Created with young participants especially in mind.
Presenter: North American Climate Justice Team Member
In this interactive workshop, participants will practice prophetic imagination as a spiritual and creative discipline. Together, we will envision a future beyond fossil fuels, imagining energy systems and communities rooted in justice, sustainability, and hope.
Presenter: North American Climate Justice Team Member
Grounded in the work of Katharine Hayhoe, this session equips participants to engage in meaningful, hopeful conversations about climate change. Participants will learn practical tools for communicating across differences, building connection, and inspiring action without increasing polarization.
Presenters: Stephen Donahoe and Jeffrey Jordan
Led by the Friends Committee on National Legislation, this session explores how to engage elected officials in ways that reflect dignity, respect, and the worth of all people.

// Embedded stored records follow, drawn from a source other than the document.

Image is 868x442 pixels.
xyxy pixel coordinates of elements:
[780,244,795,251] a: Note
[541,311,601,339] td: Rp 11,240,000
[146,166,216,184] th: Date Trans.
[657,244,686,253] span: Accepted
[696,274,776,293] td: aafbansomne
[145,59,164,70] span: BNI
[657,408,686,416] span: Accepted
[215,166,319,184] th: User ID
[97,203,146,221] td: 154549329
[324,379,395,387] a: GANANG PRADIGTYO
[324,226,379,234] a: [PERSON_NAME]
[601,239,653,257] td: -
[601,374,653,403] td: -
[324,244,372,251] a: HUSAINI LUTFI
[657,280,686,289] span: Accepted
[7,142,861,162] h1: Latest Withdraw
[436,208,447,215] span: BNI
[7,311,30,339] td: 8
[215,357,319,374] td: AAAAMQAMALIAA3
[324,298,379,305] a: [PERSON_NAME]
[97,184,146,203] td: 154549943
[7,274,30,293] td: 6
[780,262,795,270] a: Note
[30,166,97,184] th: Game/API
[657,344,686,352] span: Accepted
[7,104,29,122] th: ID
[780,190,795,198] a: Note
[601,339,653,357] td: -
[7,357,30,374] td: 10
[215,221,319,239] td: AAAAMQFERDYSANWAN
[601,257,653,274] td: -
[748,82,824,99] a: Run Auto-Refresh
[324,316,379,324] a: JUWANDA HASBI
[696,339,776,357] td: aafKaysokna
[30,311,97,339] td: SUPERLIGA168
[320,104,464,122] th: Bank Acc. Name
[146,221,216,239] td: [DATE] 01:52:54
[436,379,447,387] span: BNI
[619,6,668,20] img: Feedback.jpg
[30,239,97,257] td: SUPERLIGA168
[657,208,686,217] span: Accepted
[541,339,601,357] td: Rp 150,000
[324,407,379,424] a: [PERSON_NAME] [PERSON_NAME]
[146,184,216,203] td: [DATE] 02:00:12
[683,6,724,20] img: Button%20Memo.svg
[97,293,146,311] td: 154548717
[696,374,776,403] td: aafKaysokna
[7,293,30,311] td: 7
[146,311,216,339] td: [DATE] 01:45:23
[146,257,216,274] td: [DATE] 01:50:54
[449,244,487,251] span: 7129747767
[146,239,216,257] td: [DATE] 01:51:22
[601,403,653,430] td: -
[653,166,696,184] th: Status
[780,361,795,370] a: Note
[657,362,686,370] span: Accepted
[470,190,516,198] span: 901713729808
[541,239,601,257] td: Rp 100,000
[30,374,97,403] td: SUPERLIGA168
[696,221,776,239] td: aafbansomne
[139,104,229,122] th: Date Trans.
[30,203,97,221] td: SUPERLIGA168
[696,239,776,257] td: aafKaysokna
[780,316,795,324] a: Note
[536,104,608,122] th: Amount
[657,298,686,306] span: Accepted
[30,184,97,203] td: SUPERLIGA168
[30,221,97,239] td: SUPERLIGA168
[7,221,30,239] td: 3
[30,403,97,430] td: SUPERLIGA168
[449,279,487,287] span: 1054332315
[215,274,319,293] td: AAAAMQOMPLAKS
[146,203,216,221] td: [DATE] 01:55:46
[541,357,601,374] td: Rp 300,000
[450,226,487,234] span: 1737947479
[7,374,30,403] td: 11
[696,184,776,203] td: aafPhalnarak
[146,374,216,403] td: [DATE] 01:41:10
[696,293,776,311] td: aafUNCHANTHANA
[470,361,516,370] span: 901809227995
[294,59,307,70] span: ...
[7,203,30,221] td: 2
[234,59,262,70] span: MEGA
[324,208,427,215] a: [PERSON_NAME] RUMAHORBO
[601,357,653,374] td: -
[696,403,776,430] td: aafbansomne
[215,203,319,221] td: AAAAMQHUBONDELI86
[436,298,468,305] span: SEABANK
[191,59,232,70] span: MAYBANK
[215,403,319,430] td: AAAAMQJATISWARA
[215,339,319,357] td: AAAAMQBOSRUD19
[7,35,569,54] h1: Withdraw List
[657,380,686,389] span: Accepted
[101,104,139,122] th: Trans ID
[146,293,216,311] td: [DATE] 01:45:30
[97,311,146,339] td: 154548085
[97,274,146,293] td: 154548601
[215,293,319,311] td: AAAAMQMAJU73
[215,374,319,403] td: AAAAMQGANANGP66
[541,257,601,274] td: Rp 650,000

Participants will learn practical strategies for effective climate advocacy grounded in relationship, listening, and shared humanity.
This session is most relevant to a United States context, though it may also interest those exploring political advocacy in their own contexts.
Presenter: Joey Williams
As climate disruptions force people to relocate, communities and nations face questions about hospitality, justice, and responsibility. Hosted by the First Presidency, this session will explore climate migration through the lenses of discipleship, human dignity, and global solidarity.

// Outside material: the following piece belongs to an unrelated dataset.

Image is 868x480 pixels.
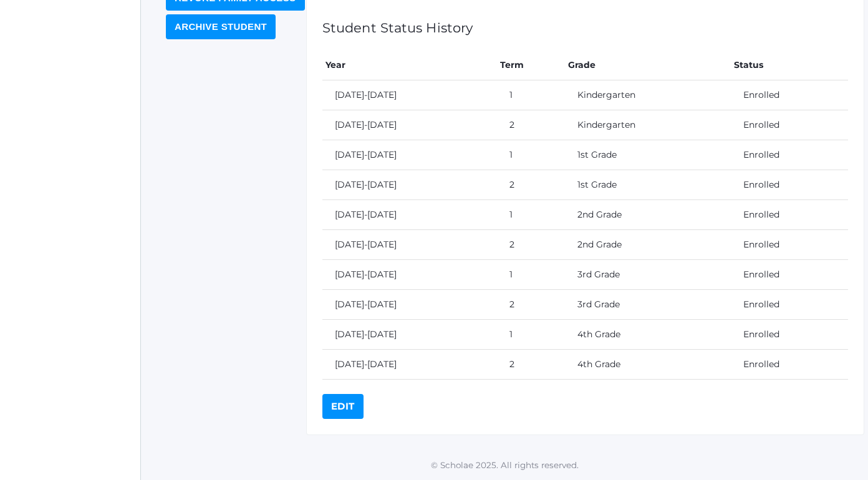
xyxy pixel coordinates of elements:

Presenters: Astroval Aquino and Krizza Ria Velasquez
Damayan is rooted in the word damay, which means to sympathize or share a burden. It is closely linked to Kapwa (shared identity), which acknowledges that another person's joy and pain are tied to your own. It is also the emotional counterpart to Bayanihan (communal unity and cooperation), making damayan the compassionate, feeling-based side of collective action. Led by CORD, this session explores how communities in the Philippines are responding to increasing climate-driven disruptions through participatory development and local leadership. Participants will learn how community-based approaches foster resilience, dignity, and long-term sustainability in the face of ongoing environmental challenges.

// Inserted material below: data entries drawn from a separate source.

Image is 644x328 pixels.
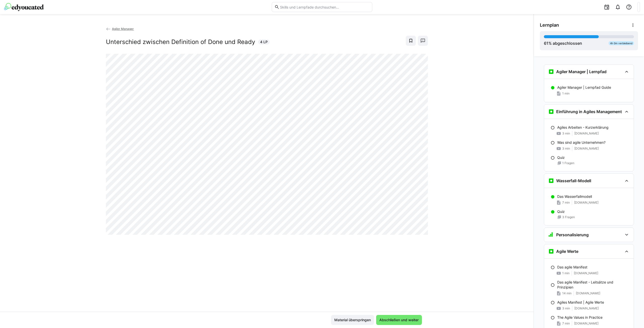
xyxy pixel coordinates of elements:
span: [DOMAIN_NAME] [574,131,599,136]
h3: Agile Werte [556,249,579,254]
span: 7 min [562,201,570,205]
span: 3 Fragen [562,215,575,220]
span: 1 Fragen [562,161,574,165]
span: Agiler Manager [112,27,134,31]
div: 4h 0m verbleibend [608,41,634,45]
span: Lernplan [540,22,559,28]
h3: Personalisierung [556,232,589,238]
span: 4 LP [260,39,267,45]
span: 3 min [562,147,570,150]
span: 61 [544,41,548,46]
p: Agiles Arbeiten - Kurzerklärung [557,125,608,130]
h2: Unterschied zwischen Definition of Done und Ready [106,38,255,46]
span: 1 min [562,271,570,275]
span: [DOMAIN_NAME] [576,291,600,296]
p: Quiz [557,209,565,214]
button: Material überspringen [331,315,374,325]
span: [DOMAIN_NAME] [574,271,598,275]
p: The Agile Values in Practice [557,315,603,320]
h3: Einführung in Agiles Management [556,109,622,114]
div: % abgeschlossen [544,40,582,46]
span: [DOMAIN_NAME] [574,307,599,310]
span: 3 min [562,307,570,310]
p: Das agile Manifest [557,265,588,270]
span: 7 min [562,322,570,326]
input: Skills und Lernpfade durchsuchen… [280,5,370,10]
p: Das agile Manifest - Leitsätze und Prinzipien [557,280,630,290]
span: 3 min [562,131,570,136]
span: 14 min [562,291,572,296]
span: Abschließen und weiter [379,318,420,323]
button: Abschließen und weiter [376,315,422,325]
span: Material überspringen [333,318,372,323]
p: Quiz [557,155,565,160]
span: [DOMAIN_NAME] [574,147,599,150]
p: Agiler Manager | Lernpfad Guide [557,85,611,90]
a: Agiler Manager [106,27,134,31]
p: Was sind agile Unternehmen? [557,140,606,145]
p: Das Wasserfallmodell [557,194,592,199]
span: [DOMAIN_NAME] [574,322,599,326]
p: Agiles Manifest | Agile Werte [557,300,604,305]
span: 1 min [562,91,570,96]
h3: Agiler Manager | Lernpfad [556,69,607,74]
span: [DOMAIN_NAME] [574,201,599,205]
h3: Wasserfall-Modell [556,178,591,183]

Presenters: Laner Lefort, Clement Clark-Tefau, Judy Mata, and Williams Tehuiotoa
This session brings together voices from Haiti and French Polynesia to speak from lived experience about the growing impacts of climate disruption. Participants will hear how environmental change is reshaping daily life and community resilience in places already bearing disproportionate burdens. Through stories rooted in culture, community, and ancestral wisdom, including Polynesian understandings such as Matuatua and Te Fenua Enana, participants will explore how identity, land, and relationship shape faithful responses to environmental change.
Presenters: Matt Frizzell, Facilitator; Interfaith Panel
Leaders from diverse faith traditions will engage in a facilitated conversation about how their communities understand creation and respond to climate challenges. This session invites participants to listen across differences, discover shared values, and reflect on our collective responsibility to care for the earth.
Presenters: Gina Colvin and Joshua Bennett
This hybrid session brings forward global voices engaged in challenging deeply rooted systems of oppression. Participants will hear from a leader in India advocating for Dalit communities and an Indigenous leader from New Zealand, exploring how public witness can confront injustice while honoring dignity, culture, and community.
Register for Peace Forum and join participants from around the world, in person and online, for worship, learning, creative expression, and community engagement. Explore breakout sessions focused on environmental justice, sustainability, advocacy, spiritual practice, and faithful action as we deepen our commitment to peace and positive change.